BREXIT

Shellfish trade remains a structural casualty of Brexit as EU-UK SPS talks advance

brexit

Five years after the United Kingdom left the EU single market, live bivalve molluscs continue to illustrate the structural consequences of regulatory separation. As negotiations progress towards a possible sanitary and phytosanitary (SPS) agreement, the sector is once again at the centre of the EU-UK trade equation.

The Market Advisory Council (MAC) has adopted an opinion urging the development of a structured and specific SPS framework for bivalve molluscs within the broader negotiations. The request reflects persistent friction that has not dissipated since 2021, when shellfish trade became subject to third-country controls, including export health certificates, systematic border inspections and additional administrative procedures.

Although sanitary standards remain high on both sides, the absence of mutual recognition has introduced structural uncertainty into a segment where timing is commercially decisive. For live and chilled molluscs, delay at Border Control Posts translate directly into product degradation, mortality risks and financial losses. The burden has fallen particularly heavily on small and medium-sized operators dependent on high-frequency, time-sensitive shipments.

One of the most sensitive unresolved issues concerns live bivalves originating from Class B production areas, a common and regulated practice before Brexit under harmonised EU rules. The MAC argues that, within a future SPS framework, mechanisms should be explored to restore flows comparable to pre-2021 conditions while preserving biosecurity safeguards. This question is strategically significant for regions such as Galicia, Ireland and Scotland, whose coastal economies have historically depended on fluid cross-Channel shellfish trade.

An SPS agreement would not reintegrate the UK into the single market or customs union, and customs formalities, rules of origin and the risk of regulatory divergence would remain. However, a structured framework could substantially reduce routine certification requirements, streamline inspections and improve digital interoperability between EU and UK systems. For highly perishable aquaculture products, such operational adjustments would carry measurable economic impact.

The political dimension remains delicate, as any durable SPS arrangement would imply some degree of regulatory alignment and dynamic adaptation. For the shellfish sector, however, the negotiations are less about sovereignty debates than about restoring predictability, reducing mortality-linked losses and enabling investment planning in depuration and processing capacity. Whether the talks succeed or stall, live bivalves remain one of the clearest indicators of how far post-Brexit regulatory cooperation can realistically evolve.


TRY IT - Every entry is to be reproduced word for word, but the images are not.

====

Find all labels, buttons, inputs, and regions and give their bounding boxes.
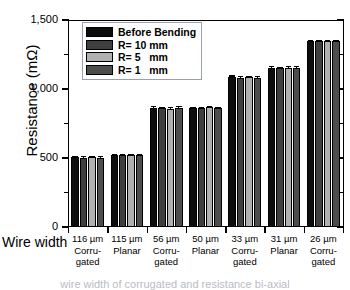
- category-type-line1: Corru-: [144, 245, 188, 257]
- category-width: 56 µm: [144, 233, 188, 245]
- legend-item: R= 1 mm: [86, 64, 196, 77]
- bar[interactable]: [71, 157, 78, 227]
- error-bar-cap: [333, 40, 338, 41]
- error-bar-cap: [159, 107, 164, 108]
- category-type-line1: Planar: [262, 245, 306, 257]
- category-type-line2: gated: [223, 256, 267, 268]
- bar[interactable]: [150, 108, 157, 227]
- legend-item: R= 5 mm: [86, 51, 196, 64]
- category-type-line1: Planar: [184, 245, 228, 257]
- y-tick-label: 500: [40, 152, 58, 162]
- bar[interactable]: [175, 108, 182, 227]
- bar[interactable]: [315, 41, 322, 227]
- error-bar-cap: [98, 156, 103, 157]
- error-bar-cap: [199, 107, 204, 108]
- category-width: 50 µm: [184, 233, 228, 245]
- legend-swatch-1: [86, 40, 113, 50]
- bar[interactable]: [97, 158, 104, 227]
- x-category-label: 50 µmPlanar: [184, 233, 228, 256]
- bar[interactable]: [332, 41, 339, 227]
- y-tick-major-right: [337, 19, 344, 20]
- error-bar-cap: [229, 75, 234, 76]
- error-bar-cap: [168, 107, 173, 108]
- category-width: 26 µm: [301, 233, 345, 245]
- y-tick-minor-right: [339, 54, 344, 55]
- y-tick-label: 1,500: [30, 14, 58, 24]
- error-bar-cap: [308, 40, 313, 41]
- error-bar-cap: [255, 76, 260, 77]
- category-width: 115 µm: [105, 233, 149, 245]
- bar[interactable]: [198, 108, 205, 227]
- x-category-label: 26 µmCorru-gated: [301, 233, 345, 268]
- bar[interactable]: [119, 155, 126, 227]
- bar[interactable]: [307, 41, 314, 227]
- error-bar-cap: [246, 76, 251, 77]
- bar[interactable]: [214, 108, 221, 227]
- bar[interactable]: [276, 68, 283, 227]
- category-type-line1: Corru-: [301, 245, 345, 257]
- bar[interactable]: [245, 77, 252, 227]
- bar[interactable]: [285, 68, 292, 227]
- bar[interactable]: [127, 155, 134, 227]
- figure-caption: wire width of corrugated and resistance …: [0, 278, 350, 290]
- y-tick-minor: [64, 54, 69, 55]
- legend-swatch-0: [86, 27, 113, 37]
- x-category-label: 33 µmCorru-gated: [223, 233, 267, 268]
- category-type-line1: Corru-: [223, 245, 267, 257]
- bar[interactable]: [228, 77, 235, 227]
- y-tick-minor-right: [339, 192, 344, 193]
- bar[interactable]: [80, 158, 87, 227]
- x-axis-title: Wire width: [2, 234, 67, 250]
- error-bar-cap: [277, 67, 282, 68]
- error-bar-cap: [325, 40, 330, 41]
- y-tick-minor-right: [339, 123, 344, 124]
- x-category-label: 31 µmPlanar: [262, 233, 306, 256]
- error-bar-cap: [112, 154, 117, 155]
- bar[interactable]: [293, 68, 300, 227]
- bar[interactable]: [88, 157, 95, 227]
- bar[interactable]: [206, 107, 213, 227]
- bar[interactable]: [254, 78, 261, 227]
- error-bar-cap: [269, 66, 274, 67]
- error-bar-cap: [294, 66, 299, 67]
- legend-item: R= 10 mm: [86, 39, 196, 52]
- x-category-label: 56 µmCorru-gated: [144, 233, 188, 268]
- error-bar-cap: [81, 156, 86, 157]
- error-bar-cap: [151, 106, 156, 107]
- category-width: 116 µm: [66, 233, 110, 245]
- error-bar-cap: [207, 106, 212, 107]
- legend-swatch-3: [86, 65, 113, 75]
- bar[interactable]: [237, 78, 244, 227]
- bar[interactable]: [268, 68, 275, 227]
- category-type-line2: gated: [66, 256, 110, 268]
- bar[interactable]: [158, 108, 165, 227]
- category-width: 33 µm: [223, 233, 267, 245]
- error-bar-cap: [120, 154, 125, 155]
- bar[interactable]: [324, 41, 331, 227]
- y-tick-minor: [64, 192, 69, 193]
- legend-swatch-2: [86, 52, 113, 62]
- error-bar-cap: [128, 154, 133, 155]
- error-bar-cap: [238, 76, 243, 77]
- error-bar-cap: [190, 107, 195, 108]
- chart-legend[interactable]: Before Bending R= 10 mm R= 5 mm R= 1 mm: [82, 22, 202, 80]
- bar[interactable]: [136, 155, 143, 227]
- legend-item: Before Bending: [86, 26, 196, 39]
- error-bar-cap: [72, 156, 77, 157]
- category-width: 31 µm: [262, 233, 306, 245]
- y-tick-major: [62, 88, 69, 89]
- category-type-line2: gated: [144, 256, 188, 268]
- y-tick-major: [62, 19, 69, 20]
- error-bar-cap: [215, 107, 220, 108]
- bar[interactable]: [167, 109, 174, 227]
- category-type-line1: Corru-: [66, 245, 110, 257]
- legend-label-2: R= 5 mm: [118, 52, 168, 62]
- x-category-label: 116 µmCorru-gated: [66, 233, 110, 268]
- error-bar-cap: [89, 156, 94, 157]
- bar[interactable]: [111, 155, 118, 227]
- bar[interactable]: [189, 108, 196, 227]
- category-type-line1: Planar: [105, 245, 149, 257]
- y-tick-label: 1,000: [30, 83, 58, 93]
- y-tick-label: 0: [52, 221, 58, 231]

====

TASK RESULT -
Find all labels, buttons, inputs, and regions and give their bounding boxes.
- category-type-line1: Corru-: [144, 245, 188, 257]
- category-width: 56 µm: [144, 233, 188, 245]
- legend-item: R= 1 mm: [86, 64, 196, 77]
- bar[interactable]: [71, 157, 78, 227]
- error-bar-cap: [333, 40, 338, 41]
- error-bar-cap: [159, 107, 164, 108]
- category-type-line1: Planar: [262, 245, 306, 257]
- category-type-line2: gated: [223, 256, 267, 268]
- bar[interactable]: [150, 108, 157, 227]
- legend-item: R= 5 mm: [86, 51, 196, 64]
- category-type-line1: Planar: [184, 245, 228, 257]
- y-tick-label: 500: [40, 152, 58, 162]
- bar[interactable]: [175, 108, 182, 227]
- bar[interactable]: [315, 41, 322, 227]
- error-bar-cap: [98, 156, 103, 157]
- error-bar-cap: [199, 107, 204, 108]
- category-width: 50 µm: [184, 233, 228, 245]
- legend-swatch-1: [86, 40, 113, 50]
- bar[interactable]: [97, 158, 104, 227]
- x-category-label: 50 µmPlanar: [184, 233, 228, 256]
- bar[interactable]: [332, 41, 339, 227]
- y-tick-major-right: [337, 19, 344, 20]
- error-bar-cap: [229, 75, 234, 76]
- error-bar-cap: [168, 107, 173, 108]
- category-width: 26 µm: [301, 233, 345, 245]
- y-tick-minor-right: [339, 54, 344, 55]
- y-tick-label: 1,500: [30, 14, 58, 24]
- error-bar-cap: [308, 40, 313, 41]
- error-bar-cap: [255, 76, 260, 77]
- category-width: 115 µm: [105, 233, 149, 245]
- bar[interactable]: [198, 108, 205, 227]
- x-category-label: 26 µmCorru-gated: [301, 233, 345, 268]
- bar[interactable]: [119, 155, 126, 227]
- bar[interactable]: [307, 41, 314, 227]
- error-bar-cap: [246, 76, 251, 77]
- bar[interactable]: [214, 108, 221, 227]
- bar[interactable]: [276, 68, 283, 227]
- category-type-line1: Corru-: [301, 245, 345, 257]
- bar[interactable]: [245, 77, 252, 227]
- bar[interactable]: [285, 68, 292, 227]
- bar[interactable]: [127, 155, 134, 227]
- figure-caption: wire width of corrugated and resistance …: [0, 278, 350, 290]
- y-tick-minor: [64, 54, 69, 55]
- legend-swatch-0: [86, 27, 113, 37]
- x-category-label: 33 µmCorru-gated: [223, 233, 267, 268]
- category-type-line1: Corru-: [223, 245, 267, 257]
- bar[interactable]: [228, 77, 235, 227]
- y-tick-minor-right: [339, 192, 344, 193]
- bar[interactable]: [80, 158, 87, 227]
- x-axis-title: Wire width: [2, 234, 67, 250]
- error-bar-cap: [277, 67, 282, 68]
- error-bar-cap: [325, 40, 330, 41]
- y-tick-minor-right: [339, 123, 344, 124]
- x-category-label: 31 µmPlanar: [262, 233, 306, 256]
- error-bar-cap: [112, 154, 117, 155]
- bar[interactable]: [293, 68, 300, 227]
- bar[interactable]: [88, 157, 95, 227]
- bar[interactable]: [206, 107, 213, 227]
- bar[interactable]: [254, 78, 261, 227]
- error-bar-cap: [269, 66, 274, 67]
- error-bar-cap: [294, 66, 299, 67]
- legend-item: R= 10 mm: [86, 39, 196, 52]
- x-category-label: 56 µmCorru-gated: [144, 233, 188, 268]
- error-bar-cap: [81, 156, 86, 157]
- error-bar-cap: [151, 106, 156, 107]
- category-width: 116 µm: [66, 233, 110, 245]
- error-bar-cap: [207, 106, 212, 107]
- legend-swatch-3: [86, 65, 113, 75]
- bar[interactable]: [237, 78, 244, 227]
- bar[interactable]: [268, 68, 275, 227]
- category-type-line2: gated: [66, 256, 110, 268]
- bar[interactable]: [158, 108, 165, 227]
- category-width: 33 µm: [223, 233, 267, 245]
- error-bar-cap: [120, 154, 125, 155]
- bar[interactable]: [324, 41, 331, 227]
- y-tick-minor: [64, 192, 69, 193]
- legend-swatch-2: [86, 52, 113, 62]
- error-bar-cap: [128, 154, 133, 155]
- error-bar-cap: [238, 76, 243, 77]
- error-bar-cap: [190, 107, 195, 108]
- chart-legend[interactable]: Before Bending R= 10 mm R= 5 mm R= 1 mm: [82, 22, 202, 80]
- bar[interactable]: [136, 155, 143, 227]
- legend-item: Before Bending: [86, 26, 196, 39]
- error-bar-cap: [72, 156, 77, 157]
- category-width: 31 µm: [262, 233, 306, 245]
- y-tick-major: [62, 88, 69, 89]
- category-type-line2: gated: [144, 256, 188, 268]
- y-tick-major: [62, 19, 69, 20]
- error-bar-cap: [215, 107, 220, 108]
- bar[interactable]: [167, 109, 174, 227]
- category-type-line1: Corru-: [66, 245, 110, 257]
- legend-label-2: R= 5 mm: [118, 52, 168, 62]
- x-category-label: 116 µmCorru-gated: [66, 233, 110, 268]
- error-bar-cap: [89, 156, 94, 157]
- bar[interactable]: [111, 155, 118, 227]
- bar[interactable]: [189, 108, 196, 227]
- category-type-line1: Planar: [105, 245, 149, 257]
- y-tick-label: 1,000: [30, 83, 58, 93]
- y-tick-label: 0: [52, 221, 58, 231]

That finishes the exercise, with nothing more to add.